Since EU accession the amount of income tax and national insurance contributions paid by foreign workers in Malta increased from €15.3 million to €103.6 million in 2014, according to a report by the Central Bank of Malta which dispels many of the misconceptions about migrant workers, The Business Observer, distributed with Times of Malta, reports today.

Whereas in 2000, revenue from foreign workers accounted for just 2.4 per cent of personal income tax and national insurance contributions, by 2014 this share had risen to 10.1 per cent, the report found.

The amount of revenue collected from foreign workers increased by nine times during the period 2000 to 2014, whereas that from Maltese workers doubled.

Aaron Grech, the head of the Economic Research Department of the CBM, found that foreign workers boosted average annual potential GDP growth by 0.6 percentage points between 2010 and 2014.

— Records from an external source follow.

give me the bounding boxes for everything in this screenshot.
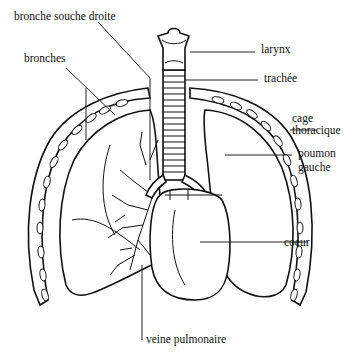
larynx: [158, 29, 189, 71]
heart: [150, 189, 230, 300]
right-lung: [60, 110, 162, 295]
label-poumon-gauche-line1: poumon: [298, 147, 336, 159]
label-poumon-gauche-line2: gauche: [298, 161, 331, 173]
label-cage-thoracique-line2: thoracique: [292, 124, 341, 136]
label-coeur: coeur: [284, 236, 310, 248]
label-bronches: bronches: [24, 52, 66, 64]
label-bronche-souche-droite: bronche souche droite: [14, 10, 116, 22]
label-larynx: larynx: [261, 43, 290, 55]
trachea: [163, 70, 185, 180]
label-cage-thoracique-line1: cage: [292, 112, 313, 124]
label-veine-pulmonaire: veine pulmonaire: [146, 333, 226, 345]
label-trachee: trachée: [264, 72, 297, 84]
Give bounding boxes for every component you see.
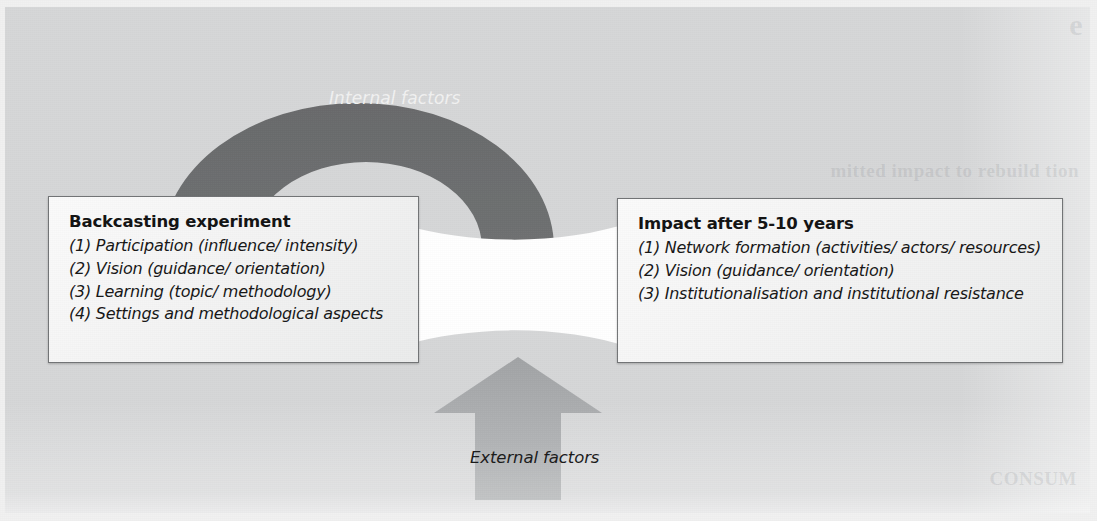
backcasting-experiment-box[interactable]: Backcasting experiment (1) Participation… <box>48 196 419 363</box>
impact-box-title: Impact after 5-10 years <box>638 213 1050 235</box>
backcasting-experiment-title: Backcasting experiment <box>69 211 406 233</box>
external-factors-arrow <box>434 357 602 500</box>
backcasting-item-3: (3) Learning (topic/ methodology) <box>69 281 406 304</box>
impact-item-1: (1) Network formation (activities/ actor… <box>638 237 1050 260</box>
backcasting-experiment-content: Backcasting experiment (1) Participation… <box>49 197 418 336</box>
impact-after-5-10-years-box[interactable]: Impact after 5-10 years (1) Network form… <box>617 198 1063 363</box>
backcasting-item-2: (2) Vision (guidance/ orientation) <box>69 258 406 281</box>
backcasting-item-4: (4) Settings and methodological aspects <box>69 303 406 326</box>
diagram-canvas: e mitted impact to rebuild tion CONSUM <box>0 0 1097 521</box>
impact-box-content: Impact after 5-10 years (1) Network form… <box>618 199 1062 315</box>
impact-item-3: (3) Institutionalisation and institution… <box>638 283 1050 306</box>
connector-band <box>404 222 632 348</box>
impact-item-2: (2) Vision (guidance/ orientation) <box>638 260 1050 283</box>
backcasting-item-1: (1) Participation (influence/ intensity) <box>69 235 406 258</box>
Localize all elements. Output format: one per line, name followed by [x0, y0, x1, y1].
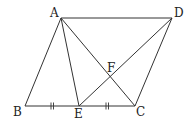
segment-ac [61, 18, 135, 106]
parallelogram-diagram: A D B E C F [0, 0, 194, 120]
label-f: F [107, 61, 115, 75]
label-a: A [49, 6, 59, 20]
segment-cd [135, 18, 172, 106]
label-c: C [136, 105, 145, 119]
segment-ae [61, 18, 79, 106]
segment-ed [79, 18, 172, 106]
segment-ab [25, 18, 61, 106]
label-d: D [174, 6, 184, 20]
label-b: B [13, 105, 22, 119]
label-e: E [74, 107, 83, 120]
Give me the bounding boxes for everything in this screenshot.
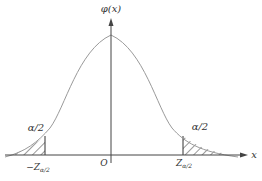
right-cutoff-label: Zα/2: [175, 158, 192, 169]
origin-label: O: [100, 158, 108, 168]
normal-distribution-diagram: φ(x) x O α/2 α/2 −Zα/2 Zα/2: [0, 0, 262, 181]
left-cutoff-label: −Zα/2: [26, 162, 50, 173]
bell-curve: [5, 35, 238, 157]
x-axis-arrow-icon: [240, 153, 248, 158]
y-axis-label: φ(x): [101, 3, 122, 14]
y-axis-arrow-icon: [109, 18, 114, 26]
x-axis-label: x: [251, 149, 257, 160]
left-tail-label: α/2: [28, 122, 44, 133]
left-tail-region: [12, 136, 45, 155]
right-tail-label: α/2: [192, 121, 208, 132]
right-tail-region: [183, 136, 222, 155]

The report challenges the impression that foreigners are taking Maltese jobs.

Foreign workforce should not be misconstrued as evidence that foreigners are crowding out Maltese workers

“The rising share of the foreign workforce should not be misconstrued as evidence that foreigners are crowding out Maltese workers. In fact, the increase in employment for Maltese nationals between 2010 and 2014 was nearly double that in the preceding four-year period.

“The evidence seems to indicate that the rising demand for labour by Maltese industries is too strong to be serviced by the supply of Maltese workers, even when the latter is expanding quite strongly due to a rapid rise in female participation,” the report says.

"Dependence on migrant workers is quite concentrated, with half of the entire workforce in entertainment & recreation, professional services & administrative support and in hotels & restaurants. Dependence on migrant workers amounts to nearly 29 per cent of the entire workforce in entertainment & recreation, 23 per cent in professional services & administrative support and 21 per cent in hotels & restaurants.

Managers and those employed in elementary occupations amount to nearly a third of all foreign workers. While managerial, professional and technical occupations still dominate the foreign workforce, there has been a very strong growth in the number of foreigners engaged at the lower end of the labour market.

“The probability that a foreign worker is a manager is more than twice the same probability for a Maltese. Similarly, the odds that a foreigner is employed in an elementary occupation are one and a half times that for the average Maltese. This is in line with the perception that foreign workers are employed at either end of the labour market – the higher end where skills are scarce and the lower end where jobs are no longer that attractive for Maltese workers,” the report said.

“There is evidence that in some sectors foreign employees may have acted as substitutes for local workers, e.g. in construction and hotels & restaurants, but it is harder to decipher whether in the absence of foreign workers, firms would have been able to induce more Maltese workers. In some sectors, like professional & administrative support services and in information & communication, the absence of foreigners could have resulted in too high a shortage of labour, and higher demand would have been very difficult to accommodate by simply raising wages to attract more effort.”